On a practical level, I’ve been able to learn students’ names with greater ease. Having a name under each square has been a pleasure, accompanied with preferred pronouns that I didn’t have to struggle to remember. The raised hand symbol has been a great boon, along with the way those using it were lined up in order on my screen. I could call on students by name, rather than nodding at them or pointing. I didn’t have to worry about which student was next, making my moderating of discussions much more fluid and fair. Those who are good at just jumping in had to wait their turn because they could see who had been waiting to speak. Paradoxically, the virtual necessity of one person speaking at a time had opened up the discussion space more widely to everyone.

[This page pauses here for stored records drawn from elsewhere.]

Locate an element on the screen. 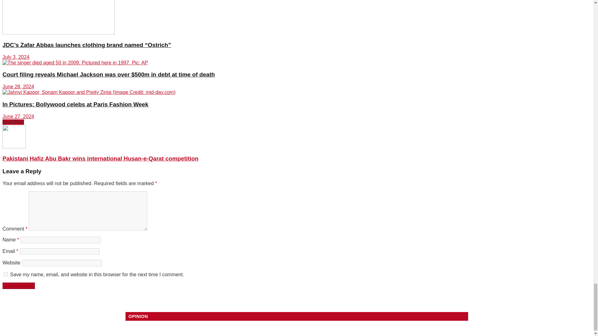 The image size is (598, 336). yes is located at coordinates (6, 274).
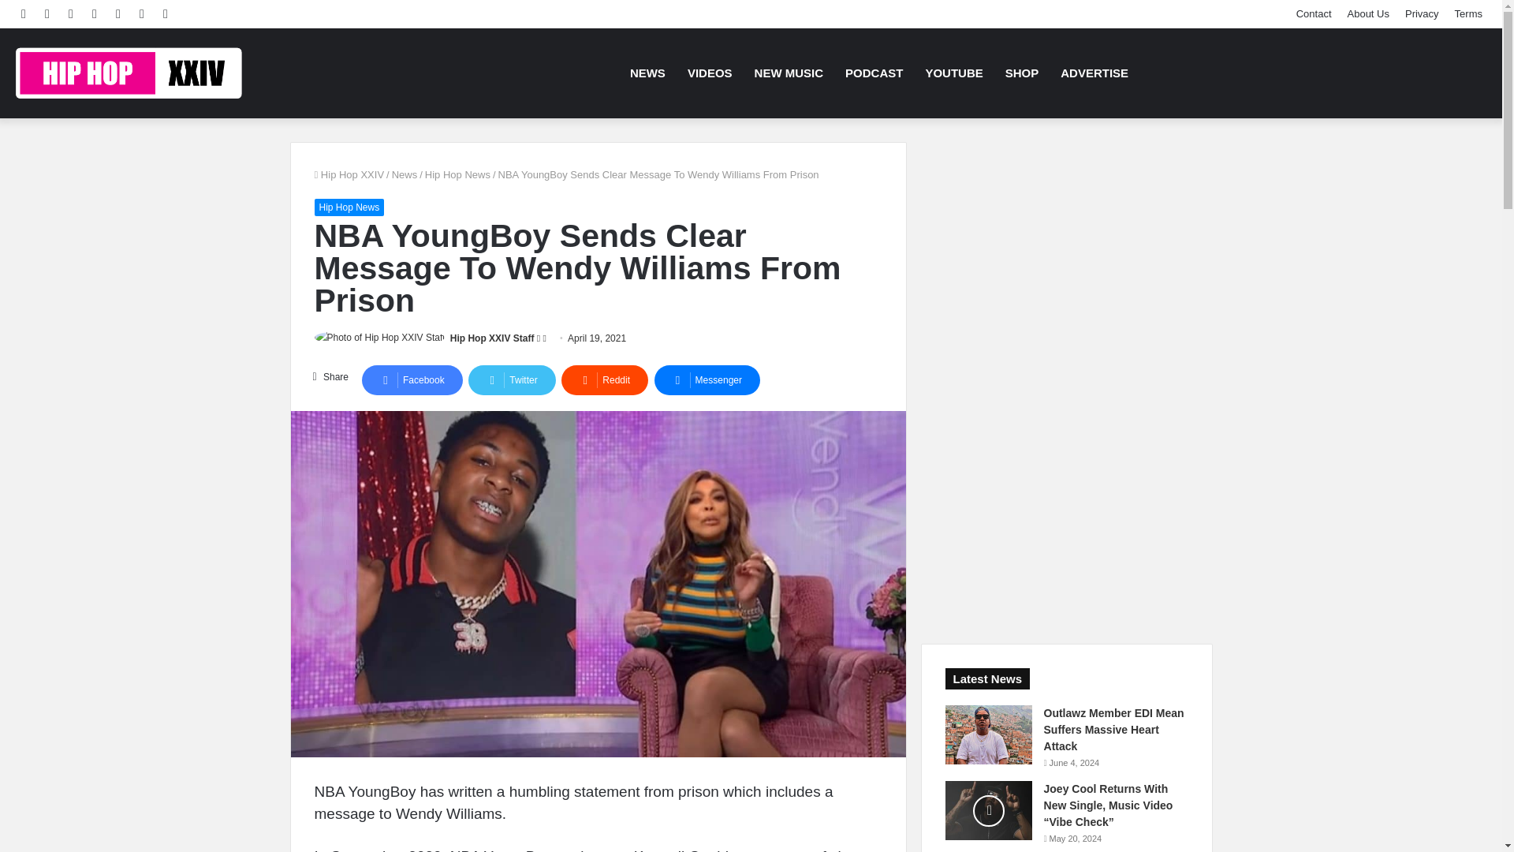 This screenshot has width=1514, height=852. I want to click on Twitter, so click(511, 380).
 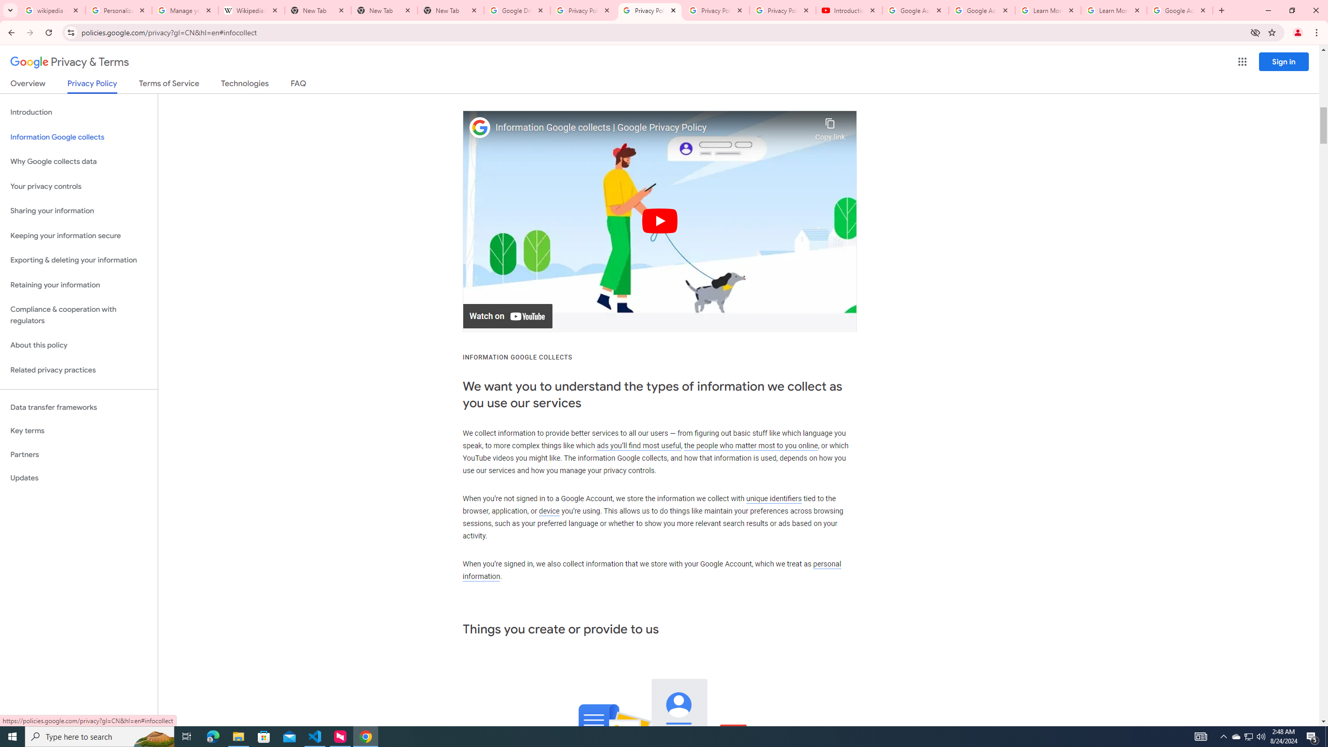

The value of the class recordings must be emphasized here. Many students have told me they like to replay portions of the class session, having gotten distracted by a train of thought the discussion had evoked or anxieties robbing them of their concentration on the subject at hand. My students for whom English is a second language would often replay sections that they hadn’t understood the first time around. One international student described how she kept a dictionary ready and paused the recording often to look up words that were new to her, becoming more confident about what she was learning as a result.

Wendy Lustbader
Squares lit up
Source: Wendy Lustbader

For me, the recordings contained the added treat of getting to see students’ faces filling the entire screen when they spoke. While leading discussions, I had to keep Gallery View going so that I could keep track of the whole class – was engagement evident in the faces or did I need to inject further provocation? Later, when the recordings arrived from Zoom in Speaker View, I could get a close look each student who had told a personal story or recounted an insight that had influenced their view of life. All along, students choosing Speaker View had been able to see the nuances of their classmates’ facial expressions and gestures, amplifying their knowledge of each other.

Yes, I also got to see my own face blown up there on the screen. Of course, I first had to overcome an excessive focus on the details of bad hair days, but then I was able to see when my passion for a subject had come through or when I had managed to convey complex ideas in ways students found useful or even inspiring. I was also able to replay my blunders that I had barely handled adequately but still weren’t as awful as I’d feared. I can only hope that when my students saw themselves in the recordings, they were able to see moments of fine articulation and strength.

More than anything else, hearing from the shy students on Chat has been transformational. Like having a microphone placed in the ocean depths, what these silent students were thinking had become audible. When they typed their remarks into the box at the side of the screen, visible to all, I would find the right moment to read aloud what they had written. Thanking them by name and calling out their observations, I was able to bring them directly into the exchange of ideas as never before. I loved when their fellow students would later refer to these contributions, sometimes reading the Chat remarks out loud again for emphasis.

In that magical box, I often watched my students pull each other out of isolation. Praise and gratitude went back and forth as they commented on each other’s thoughts, spoken or written. One particularly reticent student told me that hearing the ideas she'd put in Chat quoted in class had reawakened a sense of self-worth that had slipped into a prolonged state of dormancy. “It blew me away that my classmates were bouncing off of what I had said, that it became such a rich tangent for the whole class. It amazed me that something valuable had come out of my head. A weight lifted off my chest.”

Now I have to re-think the ways my teaching has been augmented on the screen. I didn’t know that certain advantages would take hold of me as a teacher or expand the options students had for being heard and seen. To my surprise, there were times when it felt like we had been together in a real room. When we are in-person again, I hope to make actual some of these discoveries from the virtual classroom – or at least the spirit of them.